[Physics] What causes matter to initially rotate/spin/orbit

angular momentumcelestial-mechanicsnewtonian-gravityorbital-motion

What causes matter to initially rotate/spin/orbit? All I can find is the statement that in space particles of dust/gas/matter contract into a spinning disk due to gravity (to form stars, solar systems, galaxies etc.), with no explanation as to why the spin began. I see a lot about the conservation of angular momentum, but these discussions all presume that the 'spin' already exists. What caused the spin in the first place? Shouldn’t gravity simply attract particles of dust, gas or matter together along a straight path till they collide, as a magnet does to a paper clip? The magnet does not make the paper clip revolve around it, and if I fall off of a building, I don’t spin around the earth. I fall in a straight path till I collide with the earth. What am I missing?

Best Answer

The Universe starts out as a nearly perfectly smooth distribution of matter with tiny perturbations to the density and velocity distributions across it. If you pick any region of this early Universe, it almost certainly has an angular momentum, or in other words it has a slow net spinning motion. As matter collapses under gravity, angular momentum is conserved and the slow spin of a large object becomes the fast spin of a more compact object. This is analogous to spinning on a chair with your arms out then pulling them in - you spin faster.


— WORK ITEM —
Output, word for word, every line from the start of the listing down to and including the line that contains "What do you see at coordinates (317, 30)"; include nothing else.

— SUPPLIED MATERIAL —
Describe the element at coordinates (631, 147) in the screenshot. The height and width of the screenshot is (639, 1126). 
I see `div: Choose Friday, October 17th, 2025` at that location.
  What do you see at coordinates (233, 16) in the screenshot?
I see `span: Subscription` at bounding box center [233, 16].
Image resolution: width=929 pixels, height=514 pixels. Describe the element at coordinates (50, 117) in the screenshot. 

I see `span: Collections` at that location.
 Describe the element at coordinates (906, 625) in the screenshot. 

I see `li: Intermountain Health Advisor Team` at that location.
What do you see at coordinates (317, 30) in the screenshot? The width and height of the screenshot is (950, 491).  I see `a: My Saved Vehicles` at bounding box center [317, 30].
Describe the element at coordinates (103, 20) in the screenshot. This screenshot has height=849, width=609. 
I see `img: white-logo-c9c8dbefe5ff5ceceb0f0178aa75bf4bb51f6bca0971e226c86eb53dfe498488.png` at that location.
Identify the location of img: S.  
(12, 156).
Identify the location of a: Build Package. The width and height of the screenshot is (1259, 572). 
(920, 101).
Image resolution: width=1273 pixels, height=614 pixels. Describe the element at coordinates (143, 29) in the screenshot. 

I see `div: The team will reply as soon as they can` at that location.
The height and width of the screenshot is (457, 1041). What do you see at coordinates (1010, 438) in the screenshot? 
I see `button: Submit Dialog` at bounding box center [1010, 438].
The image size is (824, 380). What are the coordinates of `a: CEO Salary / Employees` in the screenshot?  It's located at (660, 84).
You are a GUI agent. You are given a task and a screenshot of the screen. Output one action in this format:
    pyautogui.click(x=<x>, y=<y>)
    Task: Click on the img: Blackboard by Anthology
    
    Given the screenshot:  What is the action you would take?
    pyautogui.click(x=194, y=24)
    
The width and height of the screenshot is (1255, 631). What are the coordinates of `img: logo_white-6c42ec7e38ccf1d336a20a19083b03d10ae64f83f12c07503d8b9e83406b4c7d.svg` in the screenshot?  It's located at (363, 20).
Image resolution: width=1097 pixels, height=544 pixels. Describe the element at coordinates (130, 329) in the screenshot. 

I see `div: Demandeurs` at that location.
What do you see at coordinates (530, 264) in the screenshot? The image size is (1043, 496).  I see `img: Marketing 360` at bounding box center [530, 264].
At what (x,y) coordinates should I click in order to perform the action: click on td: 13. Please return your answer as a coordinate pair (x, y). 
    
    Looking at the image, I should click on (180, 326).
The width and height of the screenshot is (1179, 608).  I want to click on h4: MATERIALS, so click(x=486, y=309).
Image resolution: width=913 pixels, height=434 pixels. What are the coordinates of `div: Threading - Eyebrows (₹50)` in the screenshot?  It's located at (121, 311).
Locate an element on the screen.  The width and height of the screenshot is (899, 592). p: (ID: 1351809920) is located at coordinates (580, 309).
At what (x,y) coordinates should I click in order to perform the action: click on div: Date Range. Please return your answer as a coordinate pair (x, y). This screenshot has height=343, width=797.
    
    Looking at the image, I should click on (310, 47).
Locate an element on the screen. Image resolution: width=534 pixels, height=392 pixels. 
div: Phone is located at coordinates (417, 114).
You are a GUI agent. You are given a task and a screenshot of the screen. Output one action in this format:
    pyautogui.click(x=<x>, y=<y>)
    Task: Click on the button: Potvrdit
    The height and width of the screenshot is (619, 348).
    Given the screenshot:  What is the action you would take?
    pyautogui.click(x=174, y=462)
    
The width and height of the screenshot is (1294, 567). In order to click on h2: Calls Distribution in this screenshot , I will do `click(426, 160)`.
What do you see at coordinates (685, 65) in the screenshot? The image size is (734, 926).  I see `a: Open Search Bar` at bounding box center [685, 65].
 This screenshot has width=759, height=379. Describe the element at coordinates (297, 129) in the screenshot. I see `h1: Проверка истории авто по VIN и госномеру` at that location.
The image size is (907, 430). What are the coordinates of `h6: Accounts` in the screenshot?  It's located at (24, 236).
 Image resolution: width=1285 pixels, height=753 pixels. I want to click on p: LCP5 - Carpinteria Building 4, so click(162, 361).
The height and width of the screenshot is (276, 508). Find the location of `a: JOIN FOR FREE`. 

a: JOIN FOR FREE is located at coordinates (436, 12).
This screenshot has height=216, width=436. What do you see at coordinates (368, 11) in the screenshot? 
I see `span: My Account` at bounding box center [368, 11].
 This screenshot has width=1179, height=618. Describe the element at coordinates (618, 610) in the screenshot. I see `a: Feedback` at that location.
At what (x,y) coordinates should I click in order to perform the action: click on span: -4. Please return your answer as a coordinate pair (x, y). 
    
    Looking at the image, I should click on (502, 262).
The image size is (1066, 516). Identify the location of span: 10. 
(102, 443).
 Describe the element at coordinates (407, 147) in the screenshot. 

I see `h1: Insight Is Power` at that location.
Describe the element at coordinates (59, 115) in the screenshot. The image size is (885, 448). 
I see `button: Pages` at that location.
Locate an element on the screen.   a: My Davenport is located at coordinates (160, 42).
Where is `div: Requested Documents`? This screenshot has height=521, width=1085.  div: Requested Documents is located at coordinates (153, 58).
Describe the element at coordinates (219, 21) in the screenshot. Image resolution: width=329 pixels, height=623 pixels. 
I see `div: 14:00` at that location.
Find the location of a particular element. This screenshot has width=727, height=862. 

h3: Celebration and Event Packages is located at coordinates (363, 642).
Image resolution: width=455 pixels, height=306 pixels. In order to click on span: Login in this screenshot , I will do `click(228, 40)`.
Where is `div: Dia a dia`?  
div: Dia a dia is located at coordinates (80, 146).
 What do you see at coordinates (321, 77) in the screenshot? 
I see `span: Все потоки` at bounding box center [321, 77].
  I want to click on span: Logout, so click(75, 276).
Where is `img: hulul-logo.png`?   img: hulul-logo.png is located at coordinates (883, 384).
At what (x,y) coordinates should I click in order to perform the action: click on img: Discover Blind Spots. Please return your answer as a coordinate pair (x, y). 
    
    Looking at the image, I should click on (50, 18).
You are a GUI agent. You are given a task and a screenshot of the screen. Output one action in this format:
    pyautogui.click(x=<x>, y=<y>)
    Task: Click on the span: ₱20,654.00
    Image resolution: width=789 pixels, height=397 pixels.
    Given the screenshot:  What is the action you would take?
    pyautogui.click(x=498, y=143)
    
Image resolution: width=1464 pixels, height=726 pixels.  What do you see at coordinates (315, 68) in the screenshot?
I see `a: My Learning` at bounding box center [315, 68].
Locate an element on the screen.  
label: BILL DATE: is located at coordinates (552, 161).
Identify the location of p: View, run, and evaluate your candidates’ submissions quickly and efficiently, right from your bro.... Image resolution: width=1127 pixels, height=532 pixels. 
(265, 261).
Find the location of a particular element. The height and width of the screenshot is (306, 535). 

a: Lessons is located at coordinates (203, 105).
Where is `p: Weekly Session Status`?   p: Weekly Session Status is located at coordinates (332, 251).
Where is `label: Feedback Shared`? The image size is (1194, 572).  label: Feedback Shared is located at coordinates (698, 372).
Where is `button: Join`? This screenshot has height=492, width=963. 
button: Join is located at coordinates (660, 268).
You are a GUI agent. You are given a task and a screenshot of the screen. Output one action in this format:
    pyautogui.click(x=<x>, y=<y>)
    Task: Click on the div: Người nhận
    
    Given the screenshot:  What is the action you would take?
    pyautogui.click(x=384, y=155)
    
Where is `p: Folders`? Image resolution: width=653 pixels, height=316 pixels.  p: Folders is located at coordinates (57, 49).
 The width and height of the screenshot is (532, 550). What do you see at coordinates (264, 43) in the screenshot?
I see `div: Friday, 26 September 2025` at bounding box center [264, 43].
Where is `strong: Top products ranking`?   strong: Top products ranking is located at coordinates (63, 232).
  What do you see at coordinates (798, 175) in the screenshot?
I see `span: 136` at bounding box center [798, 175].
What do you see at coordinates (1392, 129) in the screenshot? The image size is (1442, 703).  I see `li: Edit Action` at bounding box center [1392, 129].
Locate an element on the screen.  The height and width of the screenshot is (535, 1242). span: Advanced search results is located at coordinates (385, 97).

— COMPLETED EXERCISE —
Describe the element at coordinates (631, 147) in the screenshot. The height and width of the screenshot is (639, 1126). 
I see `div: Choose Friday, October 17th, 2025` at that location.
  What do you see at coordinates (233, 16) in the screenshot?
I see `span: Subscription` at bounding box center [233, 16].
Image resolution: width=929 pixels, height=514 pixels. Describe the element at coordinates (50, 117) in the screenshot. 

I see `span: Collections` at that location.
 Describe the element at coordinates (906, 625) in the screenshot. 

I see `li: Intermountain Health Advisor Team` at that location.
What do you see at coordinates (317, 30) in the screenshot? The width and height of the screenshot is (950, 491).  I see `a: My Saved Vehicles` at bounding box center [317, 30].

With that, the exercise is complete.